News publishers have been among the most active rights holders in challenging technology developer over the unlicensed use of their copyrighted works to train generative AI models, from the New York Times’ 2023 lawsuit against OpenAI and Microsoft, to last week’s action by a group of leading Canadian publishers, also against OpenAI.
News media companies have also been among the most active at striking licensing deals with AI companies for the use of their articles in training, highlighting the uncertainty and division among publishers as to how best to address the head-snapping rise of AI.
The emergence of AI-powered search engines, such as Perplexity, Google’s Overviews and the recently introduced ChatGPT Search from OpenAI, has raised the stakes for publishers still higher. The new tools leverage Large Language Models (LLMs) to generate summaries of information retrieved from the web, often sourced from news websites but at times presented without attribution or links to the original sources.
Once again, publishers are divided on how best to respond. Many have moved to block AI search crawlers from accessing the domains, while others, such as Der Spiegel, TIME, Condé Nast and Financial Times, have agreed to cooperate in the hope of ensuring their content is properly and prominently credited.
According to a troubling new study by the Tow Center for Digital Journalism at Columbia University, however, it may not matter which way publishers come down on the question, at least in the case of ChatGPT Search. Whether they block or permit their sites to be crawled is appears only minimally correlated with whether their work is cited correctly.
The study looked at 20 randomly selected publishers representing a mix of those that have sued OpenAI, those that have struck deals with the company, and those that have done neither (“unaffiliated” in the report’s findings). Some have blocked AI crawlers, and some that have permitted scraping. For each publisher, the researchers selected 10 block quotes (200 block quotes in all), and asked the ChatGPT search engine to identify the source and the date of publication for each.
In all cases, the correct identification of the block quotes appeared within the top 3 search results when plugged into Google or Bing. Not so with ChatGPT. Of the 200 quotes, ChatGPT correctly identified both the source and date of publication in only 47 cases (23.5%). The rest were either entirely wrong, or only partially correct, such as getting the date of publication correct but misattributing the quote.
Worse, of the 153 cases where it got the identity of the quote wrong, or only partially correct, the chat bot provided the incorrect information with complete confidence in 146 of them. In only seven incorrect cases did the response suggest any uncertainty, such as by saying “might,” or “it’s possible,” or acknowledging “I couldn’t locate the exact article.”
Most troubling for publishers, however, is that it made little difference whether they had blocked access to their sites by OpenAI’s search crawler. In most cases where it could not have accessed the correct source of the quote, ChatGPT simply made up (hallucinated) a citation.
Now, for the obvious caveats: It’s a small study, involving a single search bot. Your mileage may vary. But it does lead you to wonder whether OpenAI, or any AI developer for that matter, really understands the products it’s unleashing on the world.
In announcing ChatGPT search on Halloween, OpenAI made much of having “collaborated extensively with the news industry,” and of “carefully listen[ing] to feedback” from participating publishers, including Associated Press, Axel Springer, Condé Nast, Financial Times, Hearst, Le Monde, News Corp, Reuters, The Atlantic, Time, and Vox Media, among others.
If true, that “extensive collaboration” would appear to have failed to uncover some fundamental flaw in the system’s design. If OpenAI was just blowing smoke about “carefully listening” to publisher feedback to get some PR cover… well, that might be even worse.
Either way, the study’s findings suggest that, for news publishers, finding value in AI-powered search is a more complicated question than simply whether to license their content, or not.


### Task goal
Your answer must be every line of the data below that holds the string "discharge", copied exactly.

--- START ---

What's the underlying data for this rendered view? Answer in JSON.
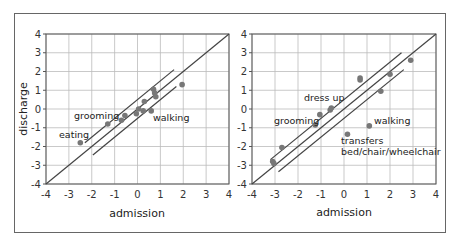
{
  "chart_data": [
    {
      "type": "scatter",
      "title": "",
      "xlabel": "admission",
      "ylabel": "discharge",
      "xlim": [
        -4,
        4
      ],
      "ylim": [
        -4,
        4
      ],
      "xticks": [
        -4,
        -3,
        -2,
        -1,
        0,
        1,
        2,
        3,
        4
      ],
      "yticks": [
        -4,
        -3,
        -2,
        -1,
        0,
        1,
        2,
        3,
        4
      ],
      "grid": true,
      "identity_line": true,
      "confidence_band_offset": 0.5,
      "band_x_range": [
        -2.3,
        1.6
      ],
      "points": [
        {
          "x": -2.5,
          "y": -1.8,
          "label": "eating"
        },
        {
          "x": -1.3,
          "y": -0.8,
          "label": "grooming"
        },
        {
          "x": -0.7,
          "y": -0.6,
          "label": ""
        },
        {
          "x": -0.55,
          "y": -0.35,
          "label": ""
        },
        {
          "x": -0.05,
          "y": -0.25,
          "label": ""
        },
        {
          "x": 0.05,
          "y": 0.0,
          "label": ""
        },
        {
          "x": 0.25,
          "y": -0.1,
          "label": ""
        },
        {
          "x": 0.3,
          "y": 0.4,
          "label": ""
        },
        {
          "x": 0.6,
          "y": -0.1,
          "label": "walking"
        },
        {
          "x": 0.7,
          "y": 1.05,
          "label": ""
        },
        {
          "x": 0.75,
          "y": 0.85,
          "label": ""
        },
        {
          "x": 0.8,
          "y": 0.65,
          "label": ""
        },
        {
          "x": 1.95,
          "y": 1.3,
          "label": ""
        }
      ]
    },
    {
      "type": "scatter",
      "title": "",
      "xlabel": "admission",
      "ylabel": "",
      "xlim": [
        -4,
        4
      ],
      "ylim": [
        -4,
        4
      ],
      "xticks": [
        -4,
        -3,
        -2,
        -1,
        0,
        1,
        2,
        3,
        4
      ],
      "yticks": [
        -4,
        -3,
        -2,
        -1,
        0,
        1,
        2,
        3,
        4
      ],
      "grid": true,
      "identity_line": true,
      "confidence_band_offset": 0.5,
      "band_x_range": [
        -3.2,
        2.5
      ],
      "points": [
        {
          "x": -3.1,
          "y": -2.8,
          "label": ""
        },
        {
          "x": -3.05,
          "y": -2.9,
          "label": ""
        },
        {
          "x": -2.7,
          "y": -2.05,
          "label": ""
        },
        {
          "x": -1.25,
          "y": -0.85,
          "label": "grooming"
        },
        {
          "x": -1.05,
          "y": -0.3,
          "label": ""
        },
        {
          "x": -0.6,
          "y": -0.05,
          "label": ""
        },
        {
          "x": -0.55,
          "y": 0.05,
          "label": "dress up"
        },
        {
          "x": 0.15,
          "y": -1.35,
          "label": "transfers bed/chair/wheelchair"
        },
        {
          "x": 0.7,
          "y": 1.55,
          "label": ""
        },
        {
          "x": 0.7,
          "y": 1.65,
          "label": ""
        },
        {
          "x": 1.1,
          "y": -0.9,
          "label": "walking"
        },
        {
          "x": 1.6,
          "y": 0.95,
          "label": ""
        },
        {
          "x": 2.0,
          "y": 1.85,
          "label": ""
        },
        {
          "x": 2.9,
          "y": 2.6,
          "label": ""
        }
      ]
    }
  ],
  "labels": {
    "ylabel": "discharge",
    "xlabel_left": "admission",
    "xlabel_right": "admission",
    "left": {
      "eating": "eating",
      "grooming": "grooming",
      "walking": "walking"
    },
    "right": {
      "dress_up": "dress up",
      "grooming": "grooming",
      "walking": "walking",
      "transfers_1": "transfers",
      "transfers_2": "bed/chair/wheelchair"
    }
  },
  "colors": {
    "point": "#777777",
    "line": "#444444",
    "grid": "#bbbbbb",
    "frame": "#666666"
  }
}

--- END ---

### Solution for this task
      "ylabel": "discharge",
    "ylabel": "discharge",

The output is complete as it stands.